INSTRUCTIONS FOR THE TASK: When you repeat the entries below, keep each word exactly as it is and drop the pictures.

Stored items from a collection:

BEGIN

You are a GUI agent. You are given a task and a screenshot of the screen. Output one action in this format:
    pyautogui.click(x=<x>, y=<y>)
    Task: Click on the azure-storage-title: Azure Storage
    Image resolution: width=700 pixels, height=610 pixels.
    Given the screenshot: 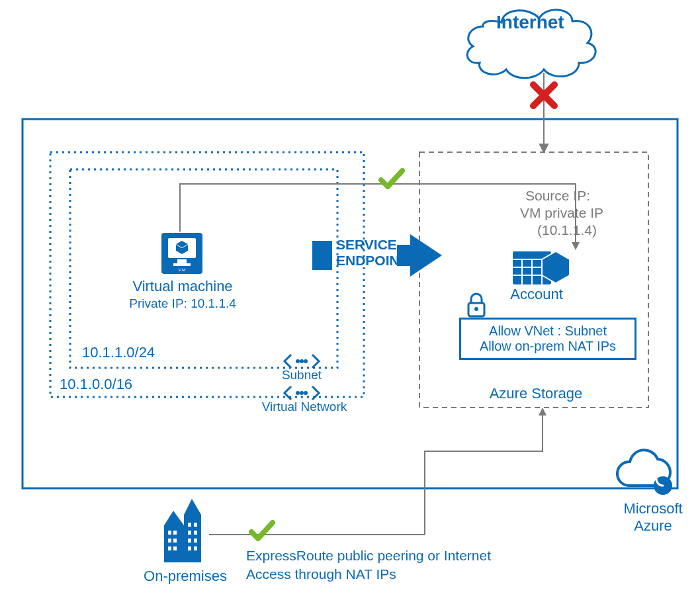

END

FINISHED EXERCISE:
You are a GUI agent. You are given a task and a screenshot of the screen. Output one action in this format:
    pyautogui.click(x=<x>, y=<y>)
    Task: Click on the azure-storage-title: Azure Storage
    Image resolution: width=700 pixels, height=610 pixels.
    Given the screenshot: 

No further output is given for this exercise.